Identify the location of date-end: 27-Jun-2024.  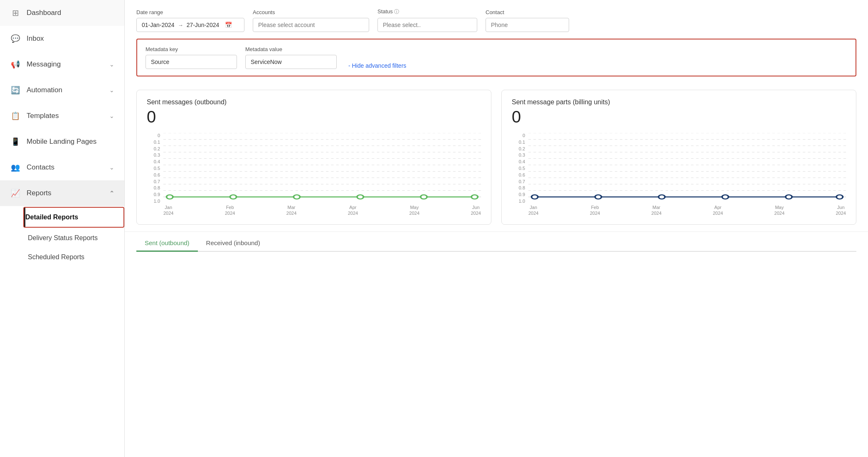
(203, 25).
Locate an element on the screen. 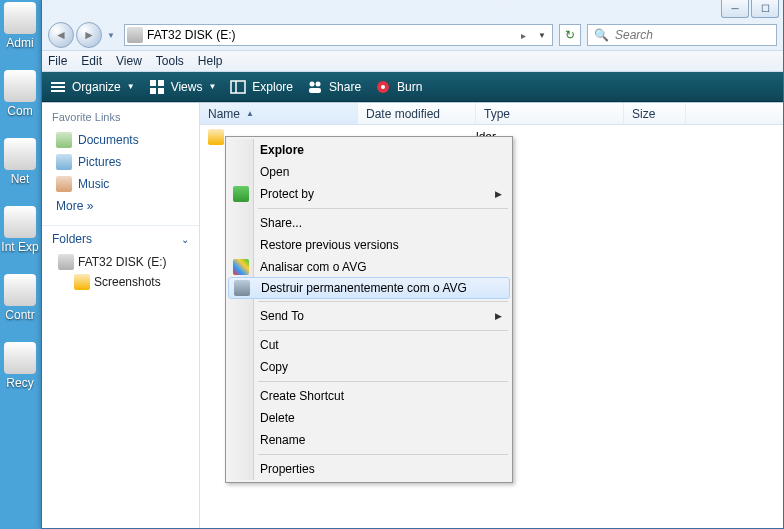 The image size is (784, 529). desktop-icon: Int Exp is located at coordinates (20, 230).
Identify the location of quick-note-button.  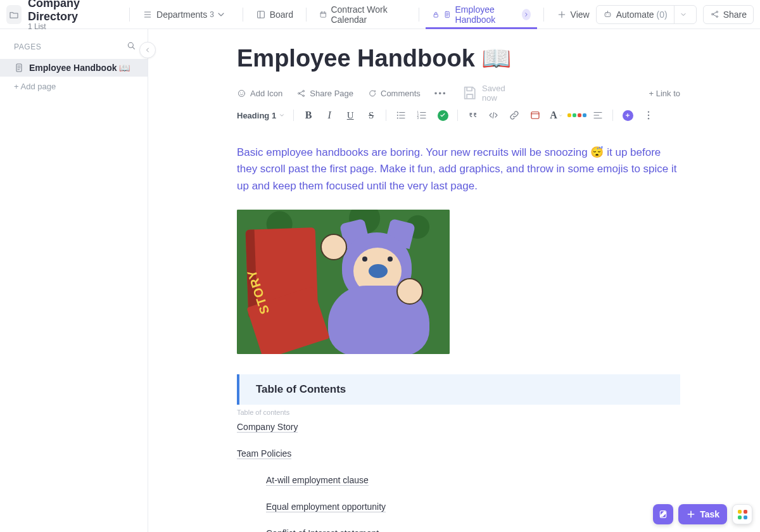
(663, 514).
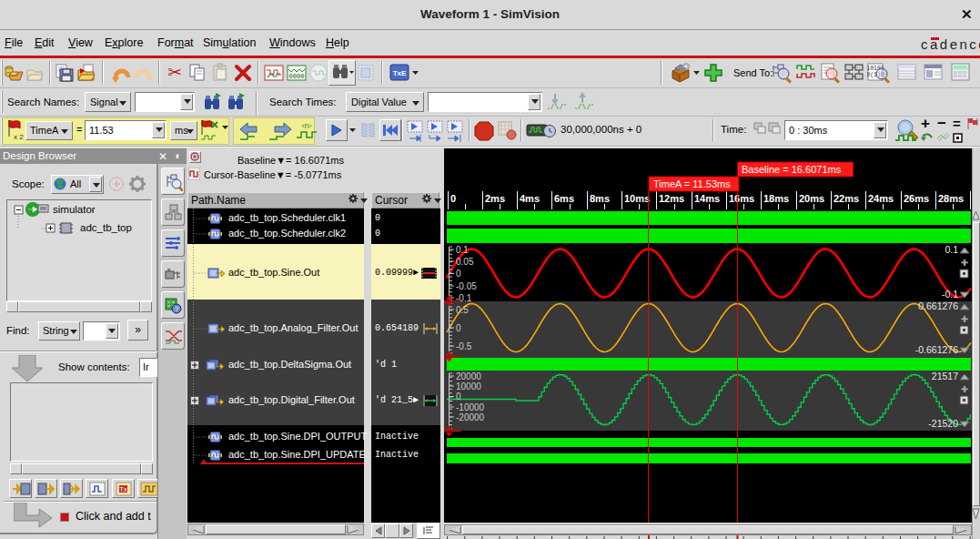  What do you see at coordinates (18, 137) in the screenshot?
I see `svg-text: x 2` at bounding box center [18, 137].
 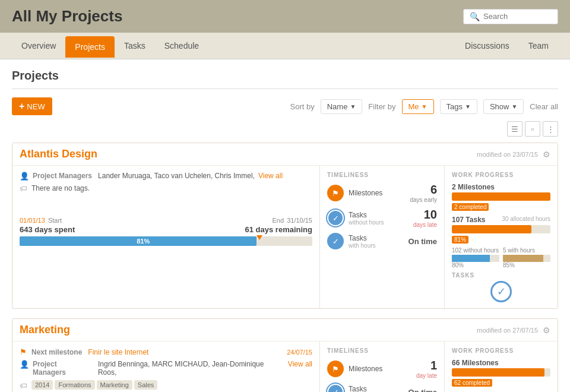 I want to click on days-spent-atlantis: 643 days spent, so click(x=48, y=229).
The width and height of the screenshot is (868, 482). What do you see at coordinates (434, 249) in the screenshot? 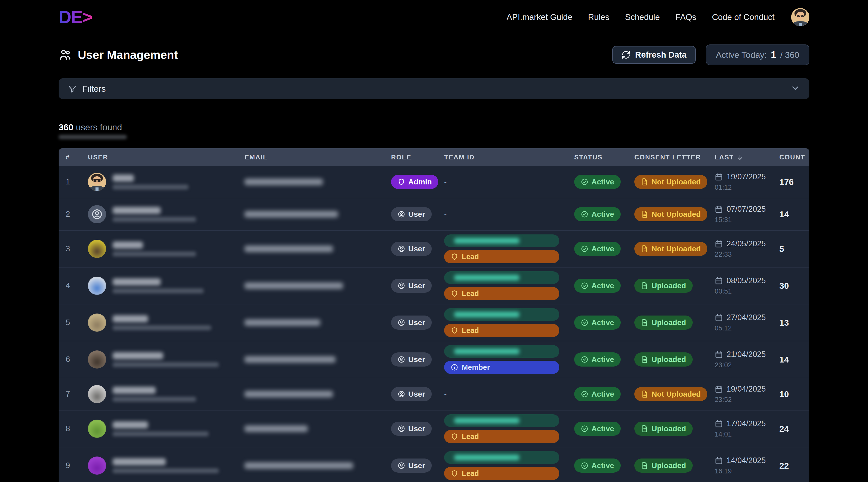
I see `table-row: 3 User Lead Active Not Uploaded 24/05/20…` at bounding box center [434, 249].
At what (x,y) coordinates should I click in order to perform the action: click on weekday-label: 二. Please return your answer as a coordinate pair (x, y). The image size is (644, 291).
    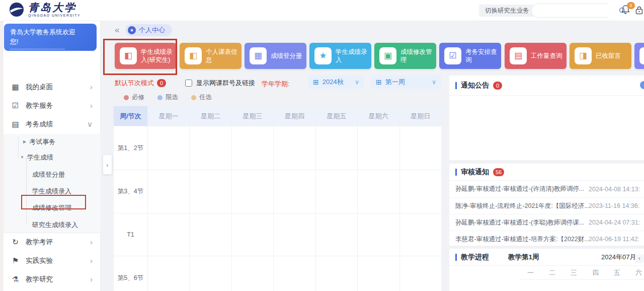
    Looking at the image, I should click on (552, 273).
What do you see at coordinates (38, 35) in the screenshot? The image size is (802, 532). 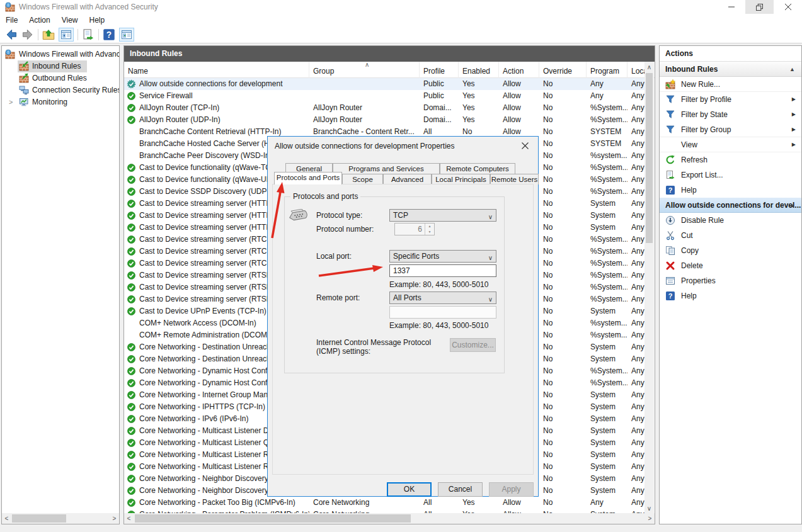 I see `toolbar-separator` at bounding box center [38, 35].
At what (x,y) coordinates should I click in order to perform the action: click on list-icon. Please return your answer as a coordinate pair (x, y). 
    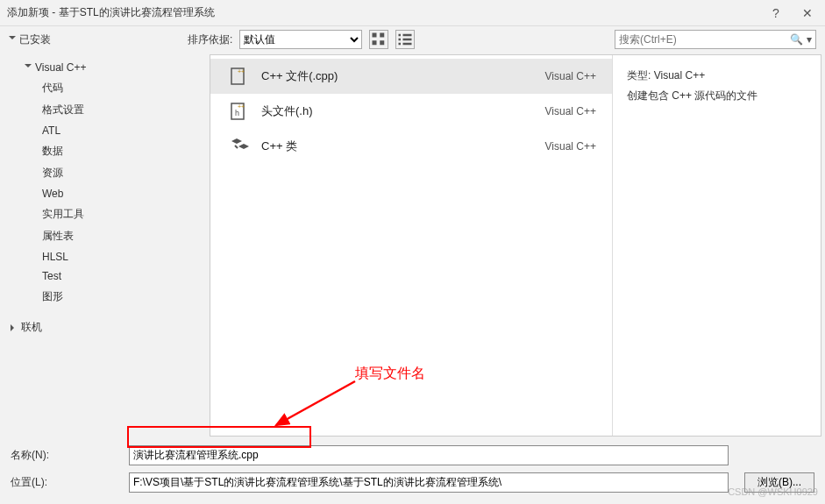
    Looking at the image, I should click on (405, 39).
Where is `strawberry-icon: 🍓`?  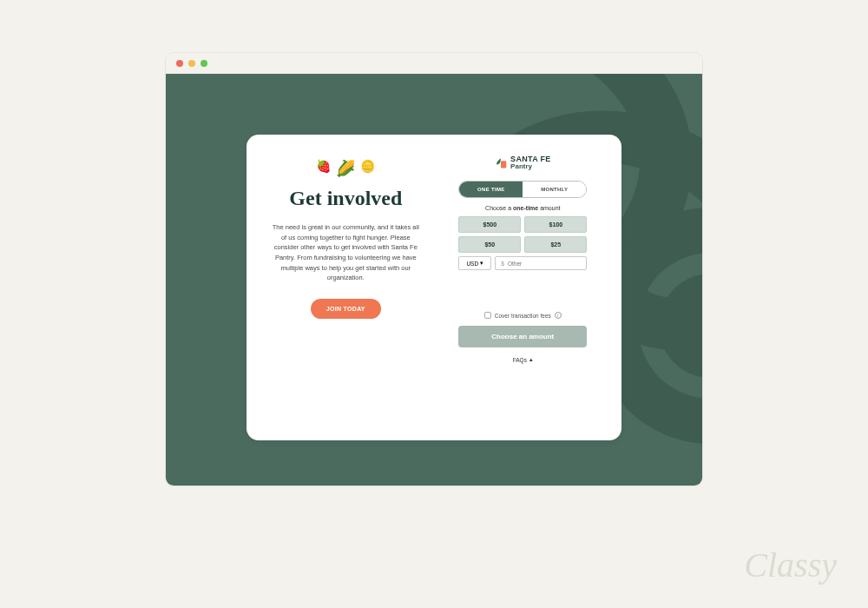
strawberry-icon: 🍓 is located at coordinates (323, 169).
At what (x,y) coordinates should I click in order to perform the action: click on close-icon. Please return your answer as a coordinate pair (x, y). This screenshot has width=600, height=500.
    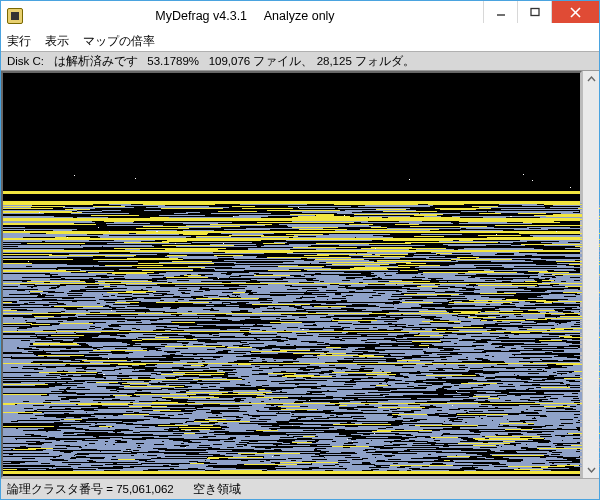
    Looking at the image, I should click on (576, 12).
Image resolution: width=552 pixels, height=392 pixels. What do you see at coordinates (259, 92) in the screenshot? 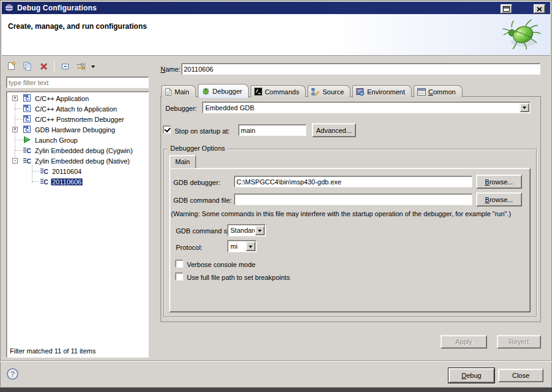
I see `console-icon` at bounding box center [259, 92].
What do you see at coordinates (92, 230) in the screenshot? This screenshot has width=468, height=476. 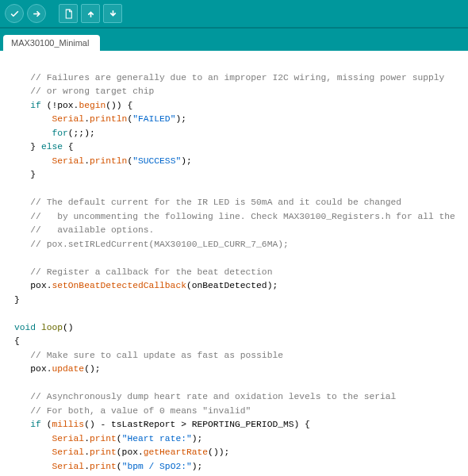 I see `code-line: // available options.` at bounding box center [92, 230].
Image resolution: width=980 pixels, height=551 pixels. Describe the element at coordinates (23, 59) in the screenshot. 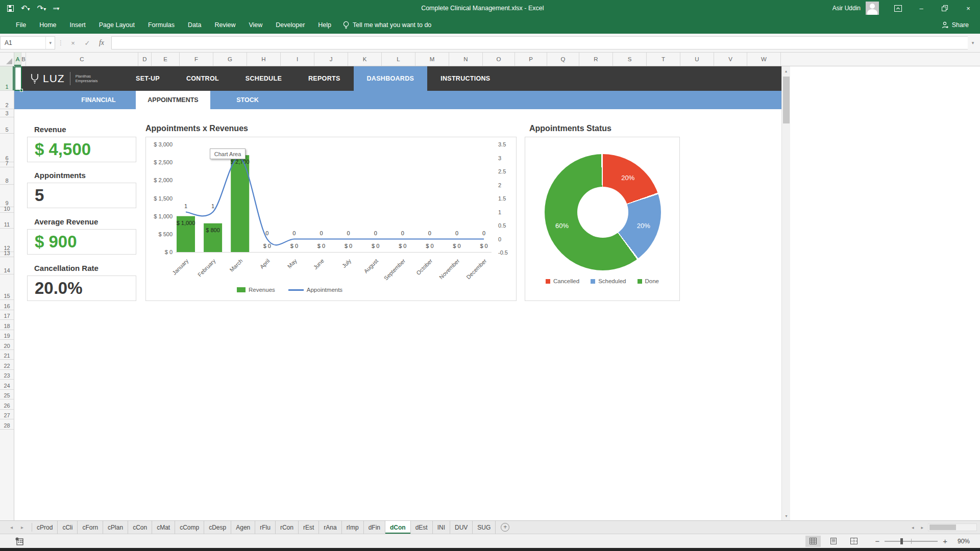

I see `column-header-B: B` at that location.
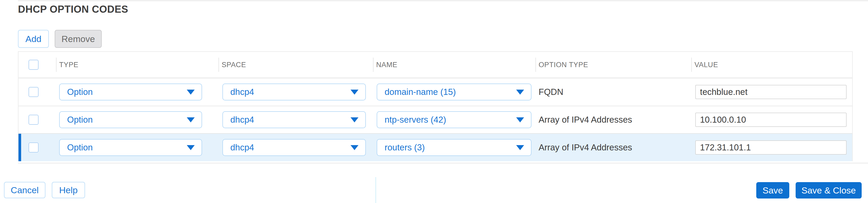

# [EXERCISE DIRECTIONS]
Word-for-word restatement: every line from the one with "Image resolution: width=980" through the final line of the data, both ends included, pictures excluded.

# [SOLUTION TO THIS PROBLEM]
Image resolution: width=980 pixels, height=551 pixels. Describe the element at coordinates (23, 59) in the screenshot. 

I see `column-header-B: B` at that location.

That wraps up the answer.